For optimization of time-dependent dynamic systems with a large number of optimization parameters, the adjoint state method is employed to compute the design parameter sensitivities within a gradient-based optimization framework, whereby the sensitivities for a given design iteration are computed by solving for a duplicate (adjoint) set of solution state variables which are evolved backwards in time from the final state of the computational analysis. Given that the adjoint state method requires the solution of the forward-in-time analysis to be known at all preceding time states, excessive memory or computational costs are incurred to either store or re-compute previous solution states, ultimately limiting the scalability and efficiency of the adjoint state method. These limitations become particularly onerous for computational methods using explicit time integrators that require a large number of time states to guarantee stability, requiring proportionately more data storage or computations as the number of time steps increases. Moreover, modern GPU-accelerated high-performance computing (HPC) architectures impose additional performance constraints: data communication bandwidth to/from the GPU tends to limit computational throughput, such that excessive memory transfers required by conventional adjoint state algorithms present a roadblock to GPU performance and scalability. To facilitate the solution of large-scale time-dependent optimization problems of emergent interest, and to leverage the full potential of modern and future computing technologies to efficiently accelerate their solution, there exists a critical need to develop fundamentally new algorithms and computational methods specifically designed to mitigate the high computational and data storage costs associated with conventional implementations of the adjoint state method.

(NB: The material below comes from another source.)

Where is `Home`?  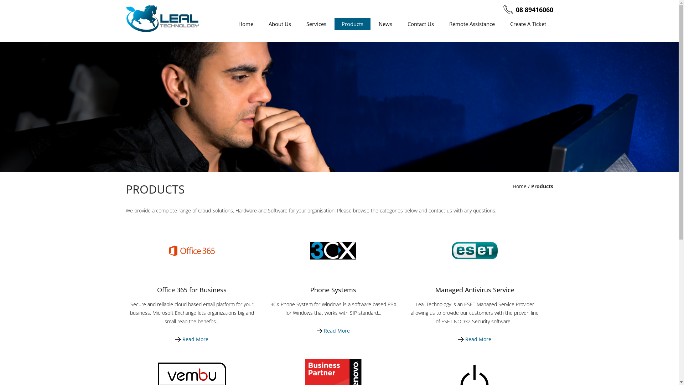
Home is located at coordinates (519, 186).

The overarching goal of this ongoing research project is to identify novel computational methods enabling the efficient solution of large-scale inverse problems via adjoint state methods and reverse-mode differentiation. The primary goal is to explore and evaluate the feasibility and scalability of exactly time-reversible computational algorithms for the solution of large scale transient dynamic structural optimization problems by the adjoint state method. It is hypothesized that time-reversible methods applied to the computation of parameter sensitivities by the adjoint state method for the aforementioned class of problems are mathematically and computationally feasible, entail fewer computations, require less memory, and achieve improved scalability on GPU-enabled platforms compared to existing adjoint state approaches based on solution “checkpointing” schemes.

Intuitively, the relative differences between conventional checkpointing schemes and the proposed class of time-reversible methods for the solution of time-dependent inverse problems via the adjoint method can be understood through the following film-based analogy: in some respects, checkpointing shemes operate in a fashion which is similar to the Christopher Nolan film Memento. Without giving away the plot, the progression of events in Memento proceeds backwards in time by “skipping” back to an earlier moment in time, and then playing events forward in time up to the start of the previous scene in the film. By comparison, directly time-reversible methods bear similarities to another Christopher Nolan film: Tenet, in which the flow of time is directly reversed at various points throughout the film. While Memento is arguably the better film, Tenet nonetheless stands as the greater technological feat. The major difference being: Memento only ever play events forward in time, whereas Tenet plays events in reverse. In a similar manner, the potential benefits of developing simulation methods which can be directly reversed in time (ala Tenet) lies in the fact that we do not need to save previous solution checkpoints for the purpose of reconstructing prior solution states (ala Memento).